Sunday, August 26, 2007

The Culture Wars: 'Capper' Sniffs the Glue

Capper, a reasonable (and maybe even likeable) Lefty, attempts to push the canard that "rock'n'roll" is "a cultural expression of dissent." (See the combox; Nuge is only the beginning.) He's joined briefly by KR of Shorewood.

Man o man o man o mano....

Rock, like most music, is the result of a generation and/or culture seeking its own identity and expressing it through music. Many find it to be anti-authoritan due to the fact that those in authoriy do not like change, for it means the beginning of the end of there relevance

Once you've lost the big picture, it's not hard to wander into Absurdo-Land.

So I'm trying to help Capper:

Music has nature which is distinct from lyrics, albeit in well-ordered compositions, the music supports (or, better, illustrates/illuminates) the lyric.

It's the nature of the music itself, not the lyrics, which I discussed; that's what Plato warned about.

"Lyrical dissent" is not confined to rock'n'roll as a genre; you can find it in bluegrass, country, and even in classical (see Mahler's 2nd, which dissents from the dogma of Hell.)

But lower-ordered physical appeal is almost exclusive to rock. There are other disordered 'musical' forms: dodecaphonic (Schoenberg), Glass' directionless wanderings, but these are not lower-order appeals; rather, they are appeals to disordered intellect (or from them...)

By the way, that "expresses a culture" stuff is correct. The question is: WHICH culture?I saw precisely that argument, mutatis mutandis from some ACLU babe last night, as she defended the 'dropped pants syndrome' in Atlanta.Her argument is not 'convoluted'. It is insanity.

If we can save Just One Liberal...

3 comments:

Anonymous said...

Daddio-

With it being a gorgeous Sunday morn, I will be lazy and just quote kr's response to your post:

" Dad. Your attempt to bring a reasoned discourse into this discussion is much appreciated.

I had an email exchange with Leonard Garment regarding jazz and he ended up agreeing with me on this one.

I made the point that for an art form to move ahead -- which rock is -- it has to challenge convention. That's why you have Neil Young continuing to be creative, and corporate shills like the Rolling Stones (once my favorite) and even Bob Dylan being frozen in the era of their greatest hits.

Granted, there is a facet of art where it is pleasant, nostalgic and an escape from what can a times be the ugliness of life. But if it is only that we get stuck at Thomas Kincaid."
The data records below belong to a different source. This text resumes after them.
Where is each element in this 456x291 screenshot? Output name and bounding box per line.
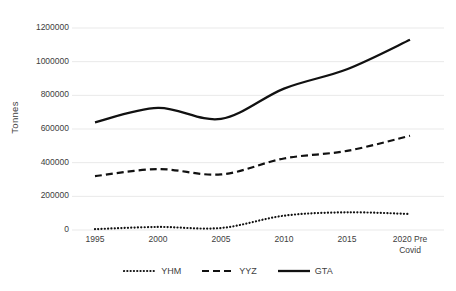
legend-item-gta[interactable]: GTA bbox=[277, 266, 333, 276]
legend-item-yhm[interactable]: YHM bbox=[123, 266, 181, 276]
y-tick-label: 0 bbox=[3, 225, 69, 234]
y-tick-label: 200000 bbox=[3, 191, 69, 200]
y-tick-label: 800000 bbox=[3, 90, 69, 99]
series-line-gta bbox=[95, 40, 410, 122]
gridlines bbox=[72, 28, 444, 230]
y-axis-ticks: 020000040000060000080000010000001200000 bbox=[0, 0, 69, 291]
series-layer bbox=[95, 40, 410, 229]
y-tick-label: 1000000 bbox=[3, 57, 69, 66]
line-chart: Tonnes 020000040000060000080000010000001… bbox=[0, 0, 456, 291]
legend-swatch-yyz bbox=[201, 266, 235, 276]
y-tick-label: 1200000 bbox=[3, 23, 69, 32]
chart-legend: YHMYYZGTA bbox=[0, 266, 456, 276]
legend-swatch-yhm bbox=[123, 266, 157, 276]
legend-swatch-gta bbox=[277, 266, 311, 276]
legend-label: YHM bbox=[161, 266, 181, 276]
legend-label: YYZ bbox=[239, 266, 257, 276]
series-line-yyz bbox=[95, 136, 410, 176]
y-tick-label: 400000 bbox=[3, 158, 69, 167]
legend-label: GTA bbox=[315, 266, 333, 276]
x-tick-label: 2020 PreCovid bbox=[370, 234, 450, 256]
y-tick-label: 600000 bbox=[3, 124, 69, 133]
legend-item-yyz[interactable]: YYZ bbox=[201, 266, 257, 276]
series-line-yhm bbox=[95, 212, 410, 229]
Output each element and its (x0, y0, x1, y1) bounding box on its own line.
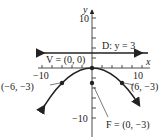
vertex-point (90, 66, 94, 70)
vertex-label: V = (0, 0) (46, 54, 85, 66)
y-tick-10: 10 (79, 13, 89, 24)
point-left (60, 81, 64, 85)
focus-label: F = (0, −3) (106, 119, 150, 131)
x-tick-10: 10 (133, 70, 143, 81)
y-axis (92, 10, 96, 137)
point-left-label: (−6, −3) (1, 81, 34, 93)
x-axis-label: x (145, 56, 151, 67)
directrix-label: D: y = 3 (102, 40, 135, 51)
x-tick-neg10: −10 (33, 70, 49, 81)
point-right (120, 81, 124, 85)
parabola-graph: y x 10 −10 −10 10 D: y = 3 V = (0, 0) (−… (0, 0, 165, 137)
focus-point (90, 81, 94, 85)
y-tick-neg10: −10 (72, 113, 88, 124)
point-right-label: (6, −3) (131, 81, 158, 93)
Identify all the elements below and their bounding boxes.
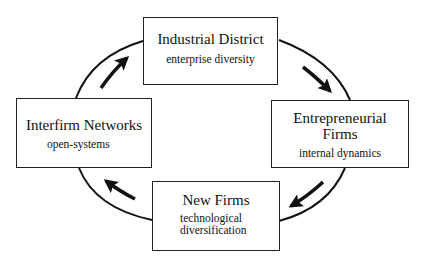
node-subtitle-line-1: technological	[180, 212, 279, 224]
arc-industrial-to-entrepreneurial	[279, 40, 350, 100]
node-new-firms: New Firms technological diversification	[152, 181, 280, 251]
node-subtitle: internal dynamics	[272, 147, 408, 159]
node-title-line-2: Firms	[272, 126, 408, 142]
arrow-icon-down-right	[303, 67, 330, 91]
arrow-icon-up-left	[106, 181, 135, 199]
node-subtitle-line-2: diversification	[180, 224, 279, 236]
arc-new-to-interfirm	[79, 168, 152, 220]
arc-entrepreneurial-to-new	[279, 168, 345, 221]
node-title-line-1: Entrepreneurial	[272, 110, 408, 126]
node-entrepreneurial-firms: Entrepreneurial Firms internal dynamics	[271, 100, 409, 168]
node-interfirm-networks: Interfirm Networks open-systems	[16, 98, 152, 168]
node-title: Interfirm Networks	[17, 117, 151, 133]
node-title: Industrial District	[144, 31, 277, 47]
node-subtitle: enterprise diversity	[144, 53, 277, 65]
arrow-icon-up-right	[101, 58, 127, 88]
node-subtitle: technological diversification	[153, 212, 279, 236]
arc-interfirm-to-industrial	[76, 41, 143, 98]
node-industrial-district: Industrial District enterprise diversity	[143, 17, 278, 85]
node-subtitle: open-systems	[17, 138, 151, 150]
node-title: New Firms	[153, 192, 279, 208]
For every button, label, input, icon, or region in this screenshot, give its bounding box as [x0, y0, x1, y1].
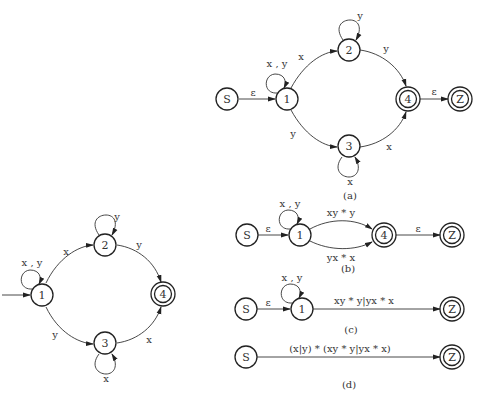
edge-1-4-bottom — [310, 241, 372, 249]
state-3-label: 3 — [346, 140, 353, 153]
edge-1-4-bottom-label: yx * x — [326, 252, 356, 263]
edge-1-2 — [46, 245, 93, 283]
automaton-b: S 1 4 Z ε x , y xy * y yx * x ε (b) — [236, 198, 464, 274]
state-Z-label: Z — [448, 229, 456, 242]
edge-2-4-label: y — [135, 239, 142, 250]
left-automaton: 1 2 3 4 x , y x y y y x x — [2, 211, 175, 384]
edge-2-4 — [360, 50, 406, 86]
caption-c: (c) — [344, 324, 358, 335]
edge-4-Z-label: ε — [431, 86, 436, 97]
state-S-label: S — [243, 229, 251, 242]
edge-S-1-label: ε — [265, 223, 270, 234]
edge-1-2-label: x — [298, 51, 304, 62]
caption-b: (b) — [341, 263, 355, 274]
loop-2-label: y — [113, 211, 120, 222]
state-S-label: S — [223, 93, 231, 106]
edge-1-Z-label: xy * y|yx * x — [334, 295, 394, 307]
loop-1-label: x , y — [280, 198, 301, 209]
loop-3-label: x — [103, 373, 109, 384]
edge-S-Z-label: (x|y) * (xy * y|yx * x) — [289, 343, 391, 355]
edge-1-3 — [291, 110, 337, 147]
loop-3 — [95, 354, 115, 374]
state-S-label: S — [242, 303, 250, 316]
loop-3 — [338, 157, 358, 177]
edge-1-4-top — [310, 221, 372, 229]
loop-2 — [339, 20, 359, 40]
edge-3-4-label: x — [386, 141, 392, 152]
state-4-label: 4 — [405, 93, 412, 106]
loop-1-label: x , y — [22, 257, 43, 268]
loop-3-label: x — [347, 176, 353, 187]
state-3-label: 3 — [102, 337, 109, 350]
edge-1-3-label: y — [51, 329, 58, 340]
caption-d: (d) — [342, 379, 356, 390]
edge-3-4 — [117, 307, 161, 343]
state-Z-label: Z — [448, 351, 456, 364]
loop-1-label: x , y — [267, 58, 288, 69]
edge-1-3-label: y — [289, 128, 296, 139]
state-2-label: 2 — [102, 239, 109, 252]
edge-2-4 — [117, 245, 161, 282]
caption-a: (a) — [343, 190, 357, 201]
automaton-a: S 1 2 3 4 Z ε x , y x y y y x x ε (a) — [216, 10, 472, 201]
automaton-c: S 1 Z ε x , y xy * y|yx * x (c) — [235, 272, 464, 335]
state-1-label: 1 — [39, 289, 46, 302]
state-4-label: 4 — [160, 288, 167, 301]
state-1-label: 1 — [299, 303, 306, 316]
state-Z-label: Z — [448, 303, 456, 316]
state-4-label: 4 — [381, 229, 388, 242]
edge-S-1-label: ε — [265, 297, 270, 308]
edge-1-4-top-label: xy * y — [327, 207, 356, 218]
edge-4-Z-label: ε — [415, 223, 420, 234]
state-S-label: S — [242, 351, 250, 364]
loop-2 — [95, 215, 115, 235]
automaton-d: S Z (x|y) * (xy * y|yx * x) (d) — [235, 343, 464, 390]
edge-S-1-label: ε — [250, 87, 255, 98]
state-1-label: 1 — [284, 93, 291, 106]
edge-1-2-label: x — [63, 246, 69, 257]
loop-1-label: x , y — [282, 272, 303, 283]
edge-3-4 — [360, 112, 406, 147]
state-Z-label: Z — [456, 93, 464, 106]
loop-2-label: y — [356, 10, 363, 21]
state-2-label: 2 — [346, 44, 353, 57]
state-1-label: 1 — [297, 229, 304, 242]
edge-2-4-label: y — [382, 43, 389, 54]
edge-3-4-label: x — [146, 334, 152, 345]
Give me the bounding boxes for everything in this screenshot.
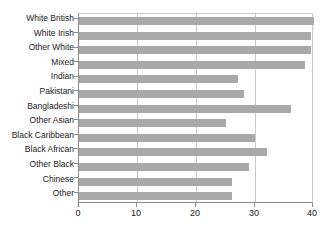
xaxis-tick-label-0: 0 [63, 208, 93, 219]
xaxis-tick [312, 203, 313, 207]
bar-other-asian [79, 119, 226, 127]
bar-row [79, 90, 244, 98]
xaxis-tick [136, 203, 137, 207]
category-label-other-white: Other White [0, 43, 74, 52]
bar-row [79, 119, 226, 127]
bar-other [79, 192, 232, 200]
xaxis-tick-label-10: 10 [121, 208, 151, 219]
xaxis-tick-label-30: 30 [239, 208, 269, 219]
bar-black-african [79, 148, 267, 156]
xaxis-tick [195, 203, 196, 207]
bar-pakistani [79, 90, 244, 98]
category-axis-labels: White British White Irish Other White Mi… [0, 13, 74, 203]
category-label-white-irish: White Irish [0, 29, 74, 38]
bar-chart: White British White Irish Other White Mi… [0, 0, 328, 239]
bar-row [79, 17, 314, 25]
bar-row [79, 163, 249, 171]
xaxis-tick-label-40: 40 [297, 208, 327, 219]
bar-row [79, 105, 291, 113]
bar-other-white [79, 46, 311, 54]
bar-row [79, 134, 255, 142]
xaxis-tick [254, 203, 255, 207]
bar-row [79, 178, 232, 186]
bar-row [79, 46, 311, 54]
bar-row [79, 148, 267, 156]
category-label-other-asian: Other Asian [0, 116, 74, 125]
bar-black-caribbean [79, 134, 255, 142]
bar-row [79, 192, 232, 200]
category-label-white-british: White British [0, 14, 74, 23]
bar-row [79, 61, 305, 69]
category-label-black-african: Black African [0, 145, 74, 154]
bar-bangladeshi [79, 105, 291, 113]
category-label-indian: Indian [0, 72, 74, 81]
category-label-other-black: Other Black [0, 160, 74, 169]
category-label-black-caribbean: Black Caribbean [0, 131, 74, 140]
category-label-other: Other [0, 189, 74, 198]
category-label-chinese: Chinese [0, 175, 74, 184]
bar-other-black [79, 163, 249, 171]
bar-white-irish [79, 32, 311, 40]
category-label-mixed: Mixed [0, 58, 74, 67]
bar-mixed [79, 61, 305, 69]
plot-area [78, 13, 313, 203]
bar-chinese [79, 178, 232, 186]
bar-row [79, 75, 238, 83]
bar-row [79, 32, 311, 40]
bar-indian [79, 75, 238, 83]
xaxis-tick-label-20: 20 [180, 208, 210, 219]
category-label-bangladeshi: Bangladeshi [0, 102, 74, 111]
category-label-pakistani: Pakistani [0, 87, 74, 96]
bar-white-british [79, 17, 314, 25]
xaxis-tick [78, 203, 79, 207]
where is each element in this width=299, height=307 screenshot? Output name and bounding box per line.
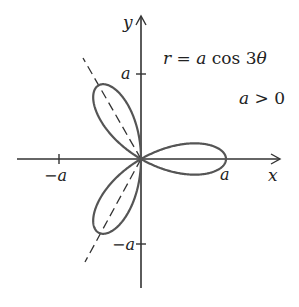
y-axis-label: y <box>122 12 133 32</box>
condition-label: a > 0 <box>239 88 285 108</box>
polar-rose-figure: y x a −a a −a r = a cos 3θ a > 0 <box>0 0 299 307</box>
y-neg-tick-label: −a <box>112 235 135 254</box>
x-axis-label: x <box>268 165 278 185</box>
equation-label: r = a cos 3θ <box>163 48 267 68</box>
y-pos-tick-label: a <box>121 64 131 83</box>
x-neg-tick-label: −a <box>44 166 67 185</box>
x-pos-tick-label: a <box>220 165 230 184</box>
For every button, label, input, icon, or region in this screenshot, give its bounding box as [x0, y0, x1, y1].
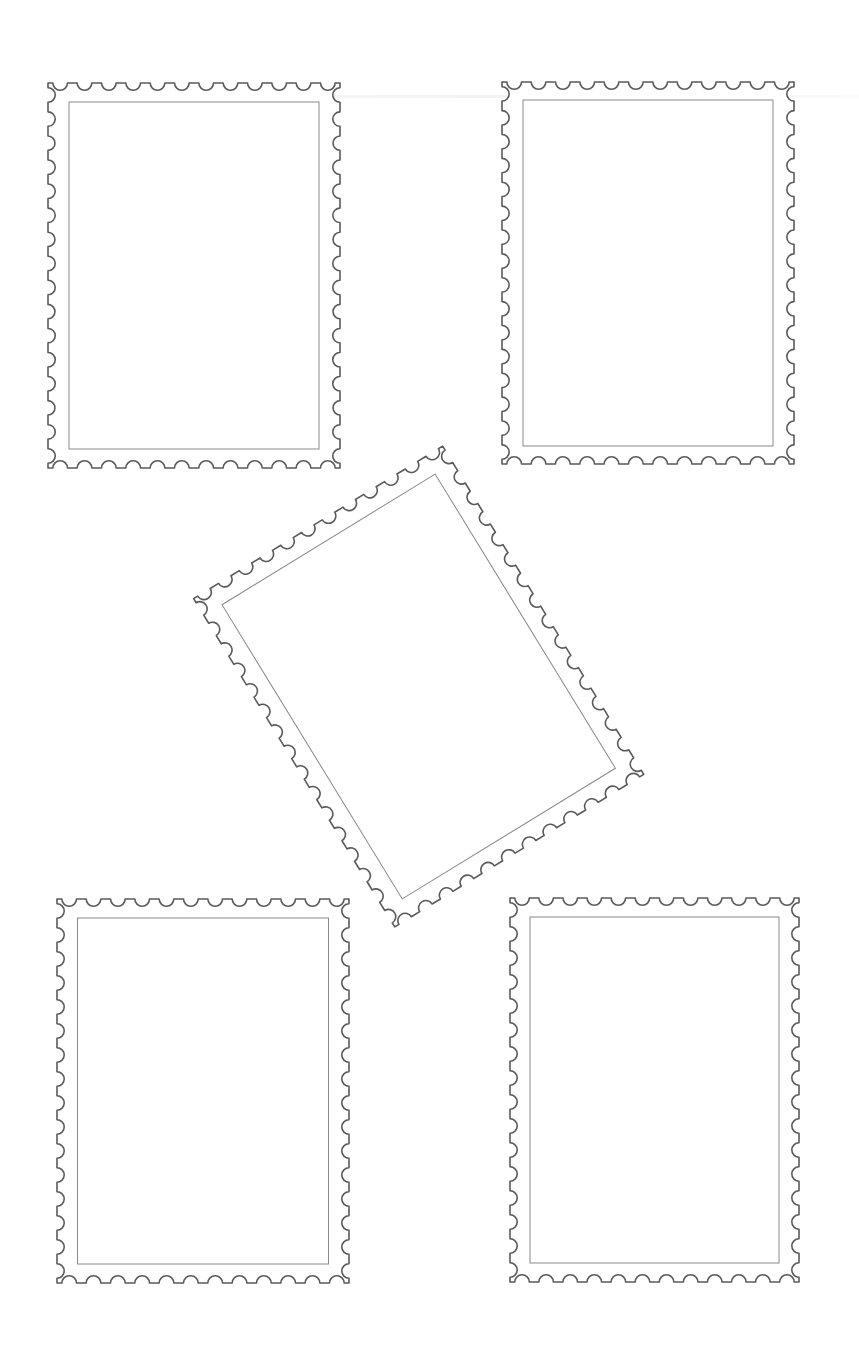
stamp-top-left: [48, 83, 340, 468]
stamp-bottom-left: [57, 899, 349, 1283]
perforated-border: [57, 899, 349, 1283]
perforated-border: [48, 83, 340, 468]
perforated-border: [502, 82, 794, 464]
stamp-center-tilted: [194, 446, 644, 927]
stamp-sheet: [0, 0, 859, 1368]
stamp-top-right: [502, 82, 794, 464]
stamp-bottom-right: [510, 898, 799, 1282]
perforated-border: [194, 446, 644, 927]
perforated-border: [510, 898, 799, 1282]
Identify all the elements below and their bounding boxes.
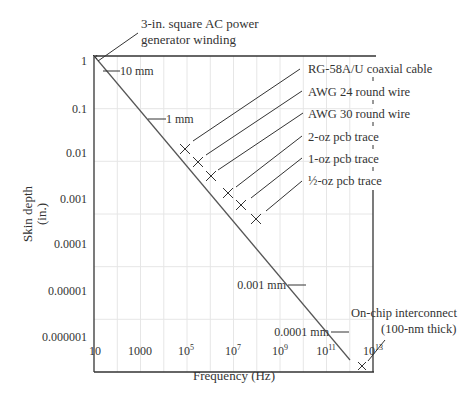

That said, I just want to add, it's still jsut rock'n'roll to me.

Anonymous said...

Also, I am not "maybe even likeable", I am irresistably adorable, or so I pretend my wife tells me.:)

But that aside, thank you for the reasonable comment, as that means more to me than whether I am liked.

Dad29 said...

OOOOOOOO...Lenny Garment!

Maybe he isn't dead yet.

Schoenberg "challenged convention" too. His work is already (mostly) on the scrap-heap of history, as will be most rock'n'roll offerings in the near future.

But that misses the point entirely.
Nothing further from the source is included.